A Score of Sentimentality
Another distinct development in the collection was the score: surging and swelling with emotion and transforming the runway into something distinctly cinematic; you almost expected credits to roll during the finale. While, ordinarily, Green spends the night beforescrolling through YouTube for relevant tracks, this time the music was composed by the legendary Frédéric Sanchez – the man responsible for the auditory backdrops to the likes of Margiela and Marc Jacobs.
“I saw what he was doing three years ago and I felt very close to his world so I got in touch with him,” Sanchez explained, “I think he was surprised that I wanted to work with him, but I really like to work with people I feel I am close to in some way.” The parity between the two – between the collection and the score – is interesting; once Green had sent Sanchez some references (pictures of fabrics, of boy scouts, of utility clothes), Sanchez started to search for what could work to accompany it, “something that felt familiar”. He ended up mixing different versions of Roy Harper’s Another Day, adding and subtracting layers of sound, fromKate Bush and Peter Gabriel, from Elizabeth Fraser, from Oliver Coates. “I was washing the songs, like he was washing the clothes; I wanted to achieve this strange romanticism,” he explains. Harper himself is determinedly Romantic (with a capital R), and so there was a bizarre and powerful synchronicity with the Keatsian sentimentality of the collection, and its somewhat sublime narrative.
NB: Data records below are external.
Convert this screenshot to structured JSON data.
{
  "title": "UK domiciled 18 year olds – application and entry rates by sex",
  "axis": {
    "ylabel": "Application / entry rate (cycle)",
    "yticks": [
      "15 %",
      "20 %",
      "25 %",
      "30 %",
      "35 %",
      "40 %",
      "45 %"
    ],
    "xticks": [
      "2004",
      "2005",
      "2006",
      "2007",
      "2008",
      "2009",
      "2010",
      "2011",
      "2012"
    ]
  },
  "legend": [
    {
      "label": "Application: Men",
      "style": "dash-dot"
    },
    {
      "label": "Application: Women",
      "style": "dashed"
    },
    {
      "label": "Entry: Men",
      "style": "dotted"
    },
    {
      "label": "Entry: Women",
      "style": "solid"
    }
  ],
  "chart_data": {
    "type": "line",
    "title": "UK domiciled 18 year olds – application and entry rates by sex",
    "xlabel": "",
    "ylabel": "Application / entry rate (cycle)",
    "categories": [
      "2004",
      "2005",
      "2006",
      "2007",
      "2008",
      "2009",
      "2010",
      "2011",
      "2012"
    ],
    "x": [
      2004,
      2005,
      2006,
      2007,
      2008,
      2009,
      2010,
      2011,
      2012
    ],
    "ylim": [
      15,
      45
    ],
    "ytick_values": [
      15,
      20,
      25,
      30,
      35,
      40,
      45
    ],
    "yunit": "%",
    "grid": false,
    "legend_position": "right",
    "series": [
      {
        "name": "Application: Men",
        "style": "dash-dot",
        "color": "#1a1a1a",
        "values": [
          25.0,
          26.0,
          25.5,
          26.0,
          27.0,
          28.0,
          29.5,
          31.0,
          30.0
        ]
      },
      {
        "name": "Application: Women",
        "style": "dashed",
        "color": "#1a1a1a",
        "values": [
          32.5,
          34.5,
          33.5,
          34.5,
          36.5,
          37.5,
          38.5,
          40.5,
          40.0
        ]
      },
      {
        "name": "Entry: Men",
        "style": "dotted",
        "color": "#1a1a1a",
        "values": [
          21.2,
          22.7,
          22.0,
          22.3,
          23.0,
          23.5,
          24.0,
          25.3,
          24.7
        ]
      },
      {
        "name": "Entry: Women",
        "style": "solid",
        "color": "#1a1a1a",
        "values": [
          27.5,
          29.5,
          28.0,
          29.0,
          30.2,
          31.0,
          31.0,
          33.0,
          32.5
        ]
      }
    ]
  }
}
“I saw the response to the show,” says Sanchez afterwards. “And people were touched. It doesn’t happen like that all the time; I have seen that at some Prada shows, some Comme des Garçons shows, but it’s not always like that. It was special.” And special it was. “We are at a crucial stage where we’re almost at the end of NewGen,” Green reflected last week, “and at the end of all of the amazing people who have supported us, doing stuff for next to nothing. Now it’s time to build some foundations, and create a brand that is sustainable.” You certainly get the feeling that he’s well on his way to the top.